Arthur M. Schlesinger
Arthur M. Schlesinger
Arthur Meier Schlesinger Sr.was an American historian who taught at Harvard University, pioneering social history and urban history. He was a Progressive Era intellectual who stressed material causesand downplayed ideology and values as motivations for historical actors. He was highly influential as a director of PhD dissertations at Harvard for three decades, especially in the fields of social, women's, and immigration history. His son, Arthur M. Schlesinger Jr., also both taught at Harvard and was a noted historian...
NationalityAmerican
ProfessionHistorian
Date of Birth27 February 1888
CountryUnited States of America
To say that there is a case for heroes is not to say that there is a case for hero worship. The surrender of decision, the unquestioning submission to leadership, the prostration of the average man before the Great Man -- these are the diseases of heroism, and they are fatal to human dignity. History amply shows that it is possible to have heroes without turning them into gods. And history shows, too, that when a society, in flight from hero worship, decides to do without great men at all, it gets into troubles of its own.
The military struggle may frankly be regarded for what it actually was, namely a war for independence, an armed attempt to imposethe views of the revolutionists upon the British government and large sections of the colonial population at whatever cost to freedom of opinion or the sanctity of life and property.
People who claw their way to the top are not likely to find very much wrong with the system that enabled them to rise.
Every President reconstructs the Presidency to meet his own psychological needs.
In Defense of the World Order . . . U.S. soldiers would have to kill and die.
History, in the end, becomes a form of irony.
Brave men earn the right to shape their own destiny.
Self-righteousness in retrospect is easy--also cheap,
The use of history as therapy means the corruption of history as history.
Liberalism regards all absolutes with profound skepticism, including both moral imperatives and final solutions... Insistence upon any particular solution is the mark of an ideologue...
The only President who clearly died of overwork was Polk, and that was a long time ago. Hoover, who worked intensely and humorlessly as President, lived for more than thirty years after the White House; Truman, who worked intensely and gaily, lived for twenty
Anti-intellectualism has long been the anti-Semitism of the businessman.
Excellence is the eternal quest. We achieve it by living up to our highest intellectual standards and our finest moral intuitions. In seeking excellence, take life seriously-but never yourself!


WHAT IS REQUIRED –
Using the data below, transcribe exactly everything from the line that contains "Give me the" down to the line that contains "Localize all elements.". Include both of those lines and none of the pictures.

DATA TO PROCESS –
________________________________________
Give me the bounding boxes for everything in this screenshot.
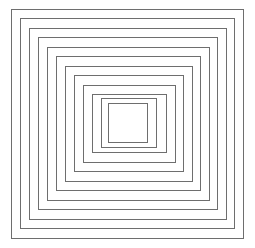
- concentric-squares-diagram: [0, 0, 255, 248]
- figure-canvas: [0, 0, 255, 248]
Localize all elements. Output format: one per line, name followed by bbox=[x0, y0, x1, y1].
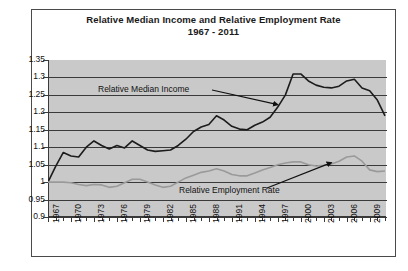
________________________________________
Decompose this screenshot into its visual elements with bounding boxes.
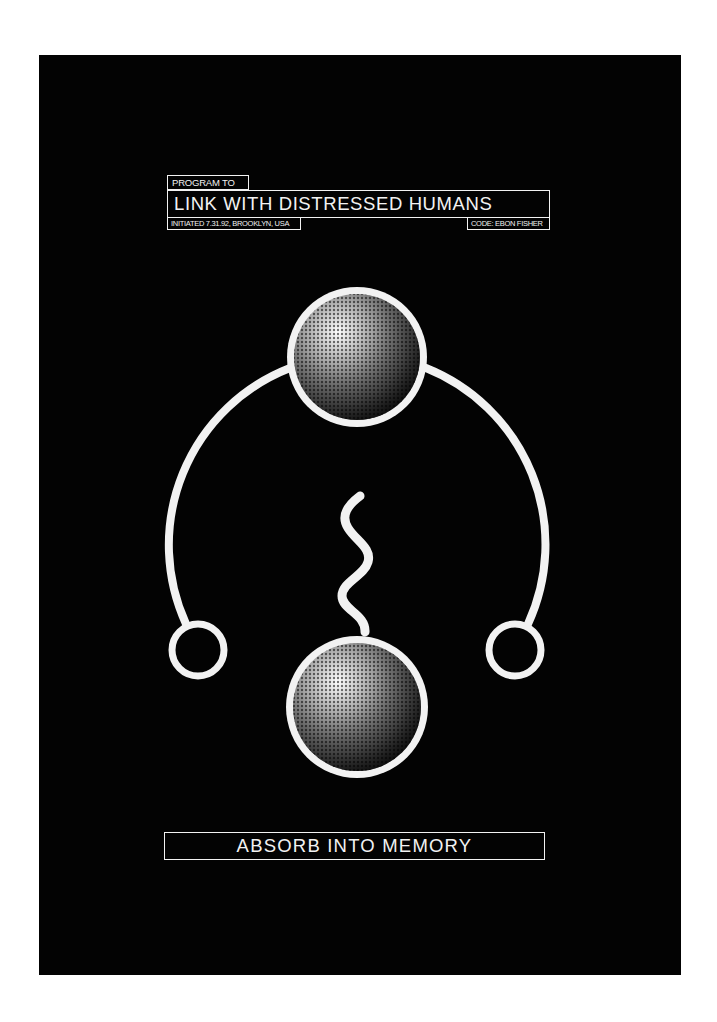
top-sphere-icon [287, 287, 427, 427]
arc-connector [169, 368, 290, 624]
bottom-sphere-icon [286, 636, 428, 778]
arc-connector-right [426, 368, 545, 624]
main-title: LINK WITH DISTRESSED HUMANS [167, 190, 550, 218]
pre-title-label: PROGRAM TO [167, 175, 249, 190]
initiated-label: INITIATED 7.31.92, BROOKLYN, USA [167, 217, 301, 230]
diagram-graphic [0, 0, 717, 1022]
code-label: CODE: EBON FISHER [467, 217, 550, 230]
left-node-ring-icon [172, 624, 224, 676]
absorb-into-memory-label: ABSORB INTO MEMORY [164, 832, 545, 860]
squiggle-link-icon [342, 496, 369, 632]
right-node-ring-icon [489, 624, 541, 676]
________________________________________
TASK ANSWER –
Give me the bounding boxes for everything in this screenshot.
- concentric-squares-diagram: [0, 0, 255, 248]
- figure-canvas: [0, 0, 255, 248]
Localize all elements. Output format: one per line, name followed by bbox=[x0, y0, x1, y1].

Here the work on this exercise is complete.